The announcement that Asus and Acer have stopped manufacture of netbooks (Sayonara Netbooks, Guardian 31 December 2012) brings to an end a promising but flawed experiment in low cost, high portability computing.
They were an interesting, but insufficiently flexible tool, that has been overtaken by tablet computers in the consumer’s quest for highly portable computing.
Netbooks burst onto the scene in 2007 with the introduction by Asus of the Eee PC. In their original guise, netbooks had a 7 inch screen, and a small capacity SSD drive. They omitted an optical drive, and initially ran a limited, and somewhat flawed, version of the Linux operating system.
As the popularity of netbooks grew, manufacturers increased specifications, introducing more powerful processors, adding hard drives, and increasing screen size to 10 inches and sometimes more.
When they began to eat into the low end of the notebook market, Microsoft introduced a slimmed down version of Windows XP and later Windows 7. Together with Intel, Microsoft was then able to set upper limits on performance and specification for netbooks. This effectively meant that netbooks as a form factor were on a path to nowhere.
From 2010 onwards, netbooks were also in direct competition with tablet computers as mobile devices, and there is speculation that iPad and, more recently, Android tablets are directly responsible for their demise.
As the owner of both an Eee PC 1015PX (a netbook with a 10 inch screen, dual core Atom N570 CPU) and a Google Nexus 7 tablet – devices that compare roughly in cost, but differ greatly in functionality – I think it is highly probable that tablets at least drove the final nail into the coffin of netbooks. For the same money, a tablet offers an entry into an entirely different world as a consumer of web information.
When you compare the class of tablet computers (exluding the 10 inch iPad, which is about twice the price) to netbooks, two factors emerge:
Netbooks were always a compromise, but for certain requirements they still emerge as the winner.

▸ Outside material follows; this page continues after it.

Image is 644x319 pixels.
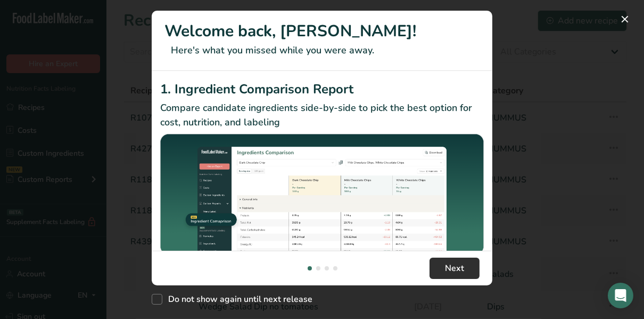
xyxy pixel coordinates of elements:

It’s a case of portability and low cost vs performance and usability. Until the advent of the iPad, netbooks were the clear winners if you needed a go anywhere device that was light and cheap. For less than £200, you got an almost fully functioning PC running software that let you do substantive work. And you got up to 8 hours battery life, at a weight of just over a kilo.
Netbooks have a full suite of ports, allowing ethernet connection for times when there is no wifi (which happened to me recently in hotels in Spain and in the US). I can also print easily from my netbook, something I haven’t figured out how to do with a tablet.
Consuming content vs creating content
Tablet computers are wonderful devices, especially when you are consuming content. Reading an ebook, surfing the web, streaming videos, all are especially easy on a tablet.
But after four months of using the Nexus 7, it’s still not that clear to me how it can be used as a work tool. Making short notes, sending emails, and managing task lists are all possible and relatively easy. But sitting down with a word processor or spreadsheet app to do anything other than view or make tiny corrections seems like a faintly ridiculous proposal. Doing work tasks at the £200 price point is possible only on netbooks.
And you can’t dual boot a tablet with Windows 7 and Ubuntu, which means that with a tablet you are still excluding from the powerful applications available in these software environments.
The argument though, is moot. From 01 January there are no more netbooks. Certainly, tablets had a hand in their death. But those are flawed devices too, and I can’t help wondering what low cost device is going to take their place, when we decide that we’ve consumed enough content and need to get on with being creative.